Hollywood is known around the world as a “company town” for the motion picture industry and television, but Los Angeles is also a music Mecca. In January 1972, Aretha Franklin recorded the live album “Amazing Grace” with Rev. James Cleveland’s Southern Californis Community Choir in south L.A., and it became one of America’s bestselling gospel recordings of all time. After her death on August 16, to pay homage to the “Queen of Soul”, selections from that legendary Atlantic Records album were performed on the evening of August 30 at a sonorous, loving Gospel Music Tribute Remembering Aretha Franklin.

 

White men playing in a band on a stage

With the passage of Labor Day comes fall, football, pumpkin patches and Hot Times. The 42nd Annual Community Festival on the Near East Side returns to the Columbus Health Department Grounds from September 7 through 9.

The annual community festival will feature food vendors, a flea market and entertainment on two stages, the Parsons Stage and the Main Stage. On Saturday and Sunday, afternoon there will be performers on the Swing Patio, on the front patio of the Health Department.

The Hot Times Community Festival started as a Flea Market by the Olde Towne East Neighborhood Association (OTENA) in the late 1970s. The festival is now, according to the Arts Foundation of Olde Towne (AFOOT) Website, an “all-volunteer driven community and arts festival.”

Young white woman with straight brown hair smiling and holding a blonde girl baby

Cop’s hand injured – civilian executed with eight shots in return: Once again a Columbus Police Department (CPD) officer dubiously reveals what a pathetic abject coward he really is (though the Free Press is cautiously suspicious of every version of an officer-involved killing that involves the phrase “I feared for my life.”)

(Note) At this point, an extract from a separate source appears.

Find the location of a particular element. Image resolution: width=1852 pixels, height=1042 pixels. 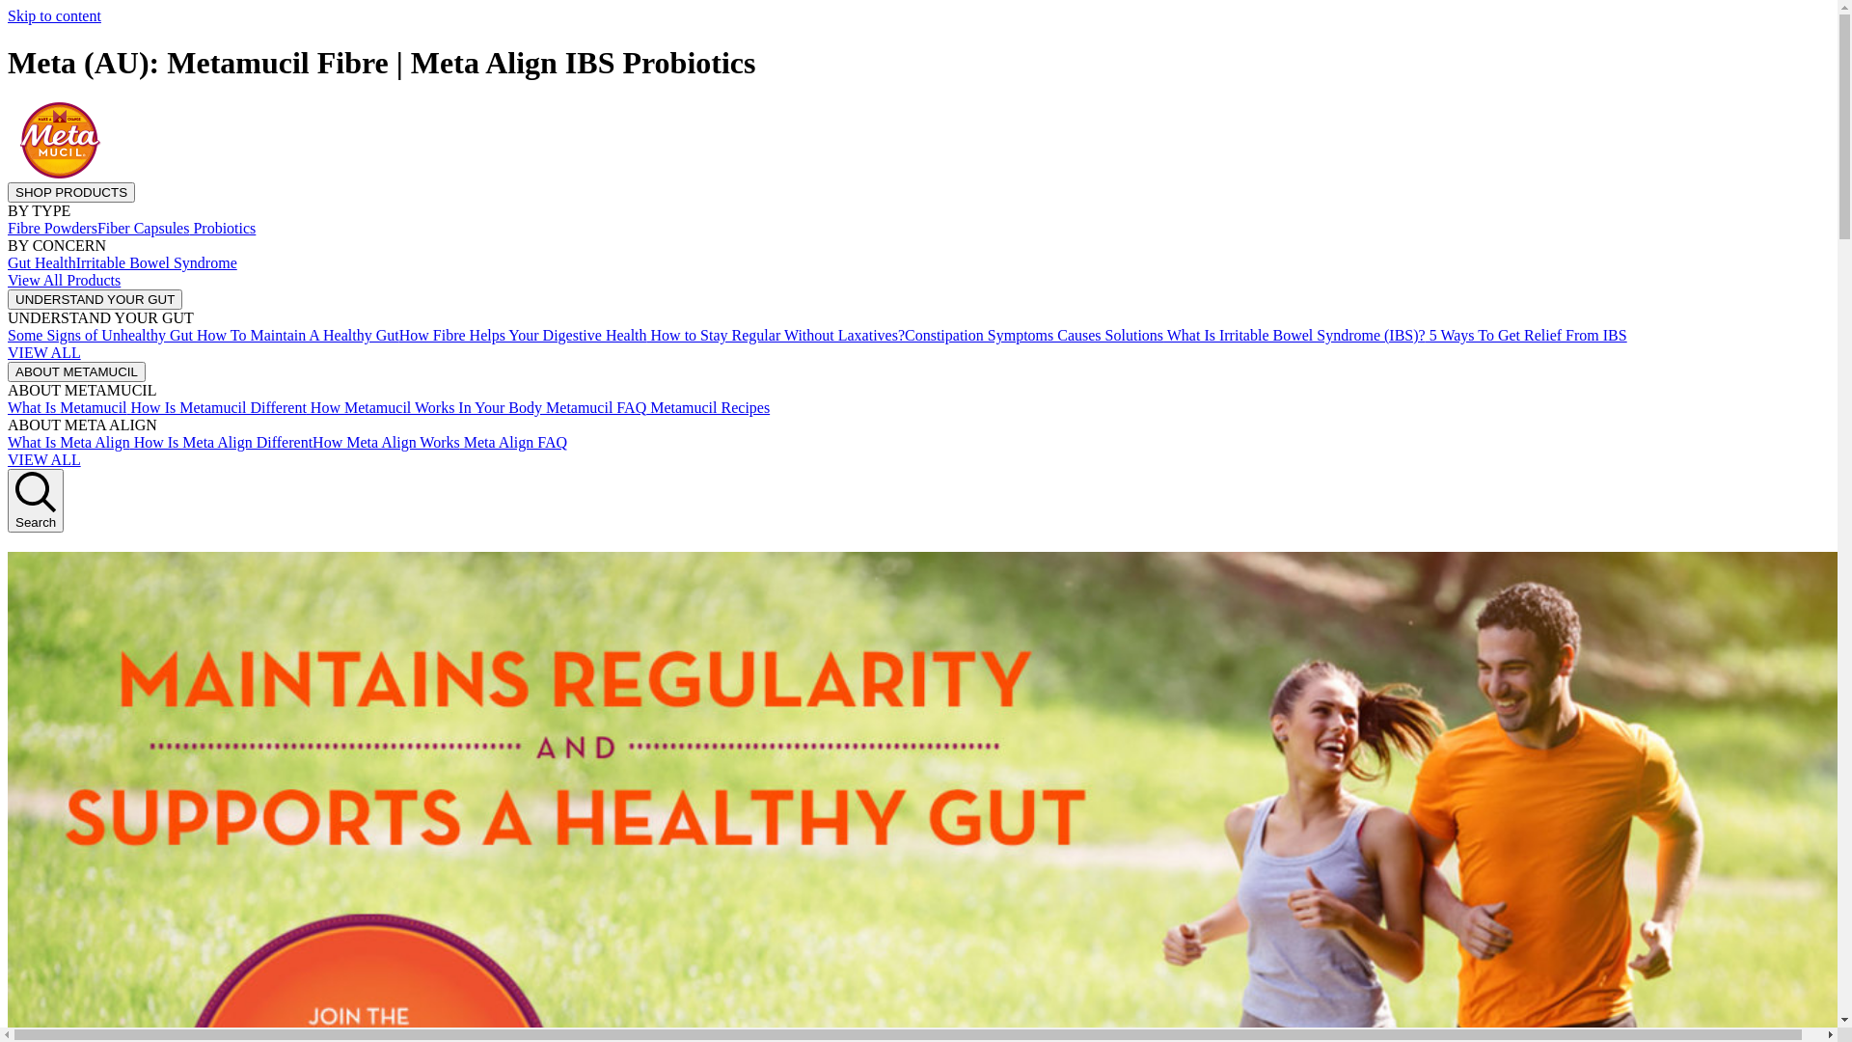

Gut Health is located at coordinates (42, 262).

In Franklinton on August 23, Officer Andrew Mitchell shot 23-year-old Donna Dalton (Castleberry) eight times in his cruiser after she allegedly stabbed his hand with a knife.

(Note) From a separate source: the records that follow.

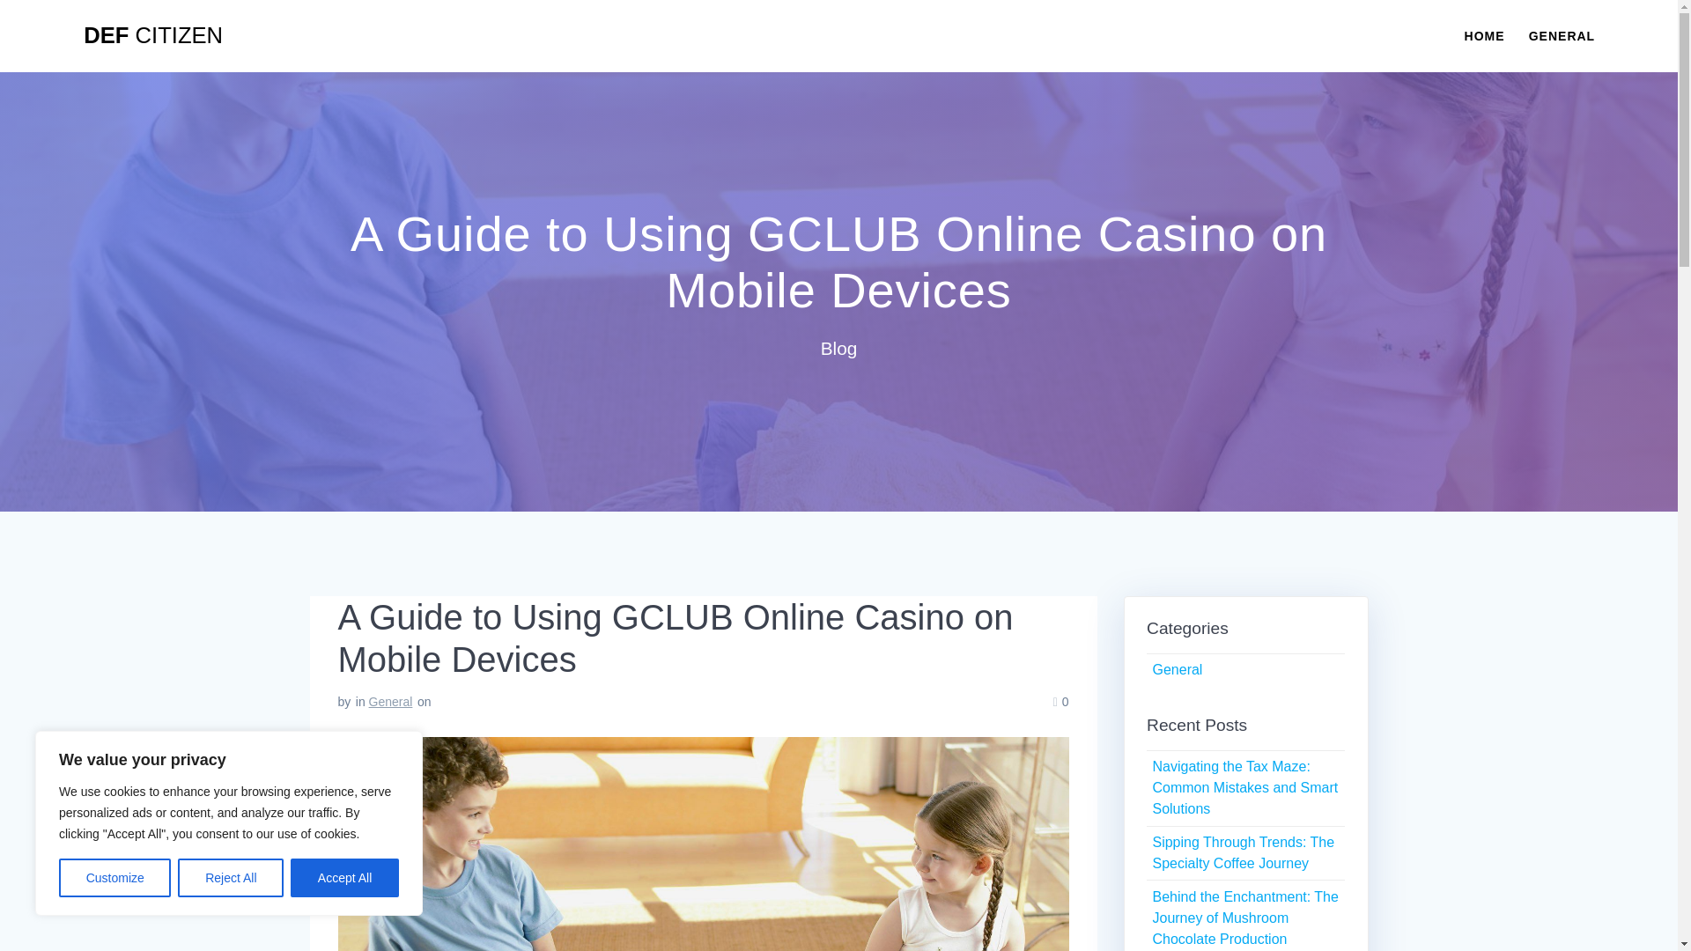  Describe the element at coordinates (390, 701) in the screenshot. I see `General` at that location. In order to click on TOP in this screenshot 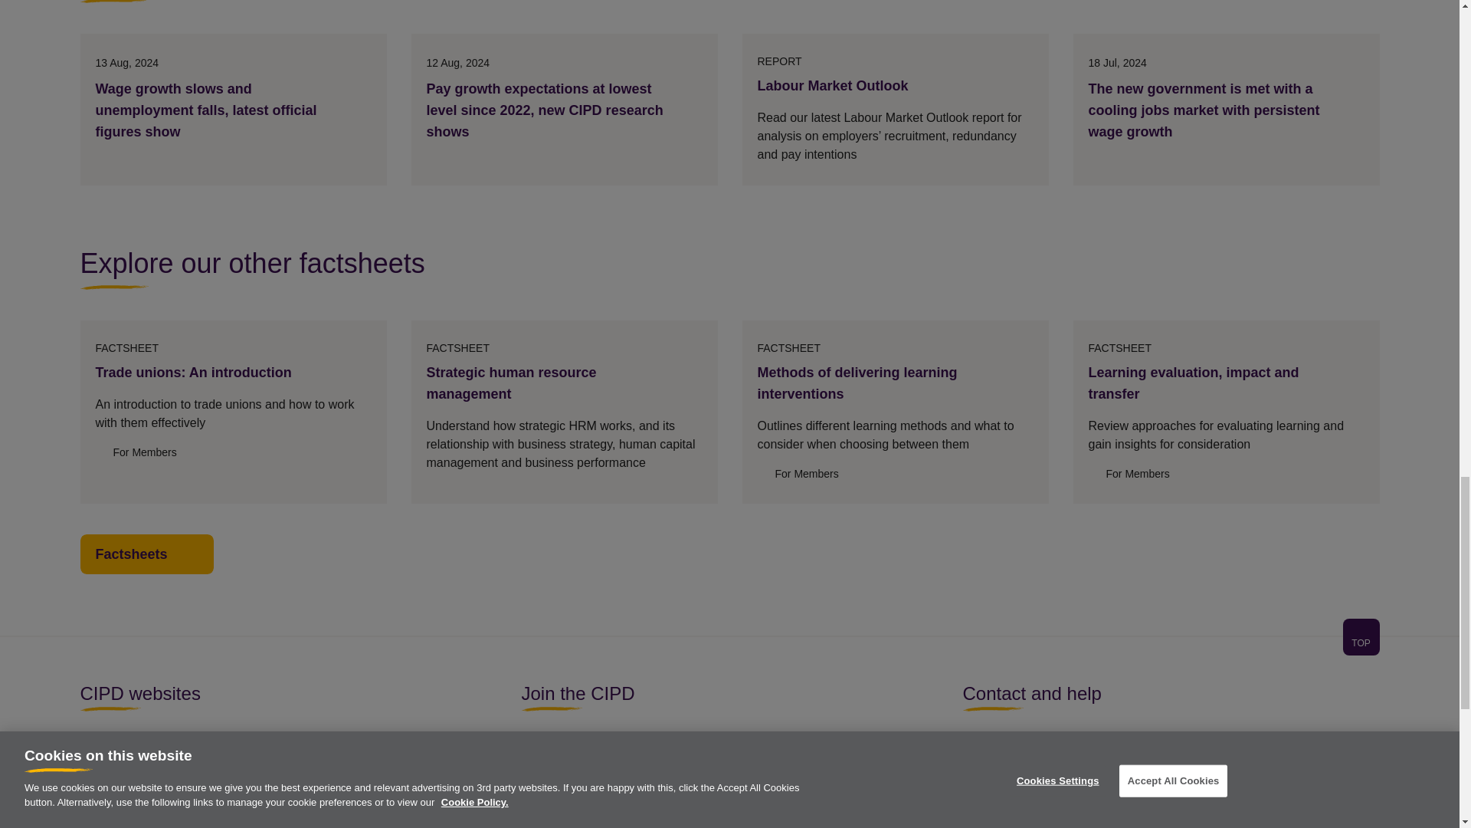, I will do `click(1361, 636)`.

Think about it. You are a 30-year grizzled veteran on the CPD vice squad. You’ve got 80 prostitution arrests under your belt just this calendar year, because your beat is the west side of the city where young women gather.

You are undercover. You are in an unmarked car. The rest of the story is unclear.

Of course, we don’t have a “he said, she said” situation since “she” is dead. And there are no witnesses.

Lots of people holding signs in a room together yelling

Two recent local news stories offer compelling, if baffling, insight into the priorities of the media in and around Columbus. On August 22, the media descended on Ohio State University to learn the future of Urban Meyer following the football coach’s handling of a domestic abuse scandal involving one of his assistants.

Two days later, the same news outlets failed to appear at the Franklin County Board of Elections to learn the fate of a citizens’ initiative to protect Columbus, and thus Central Ohio, from the toxic and radioactive dangers of fracking. During this hearing, the board would decide whether to place on the ballot the Columbus Community Bill of Rights (CCBOR) proposal to “establish a community bill of rights for water, soil and air protection” from fracking operations and its waste. Strangely, the same media that comprehensively covered Meyer and his football program demonstrated little interest in an issue that affects the health of all Central Ohioans and their environment.

Man with dark hair and a yellow vest with a news media microphone aimed at him and he has a worried look on his face

Crazy Rich Asians has been hailed as a possible game-changer, being the first Hollywood movie in 25 years to feature a predominantly Asian cast. As a harbinger of a more-inclusive future, though, I’d rather look to a smaller film called Searching.

Directed and co-written by Aneesh Chaganty, it’s the story of a widowed father desperately trying to learn why his teenage daughter has suddenly disappeared. This new entry is unusual for two reasons. First, the plot unfolds almost entirely on computer screens as the dad searches the girl’s social-media outlets for clues. And second, the dad is an Asian-American named David Kim (played by Star Trek’s John Cho). 

The offbeat casting seems almost as revolutionary as the offbeat filmmaking.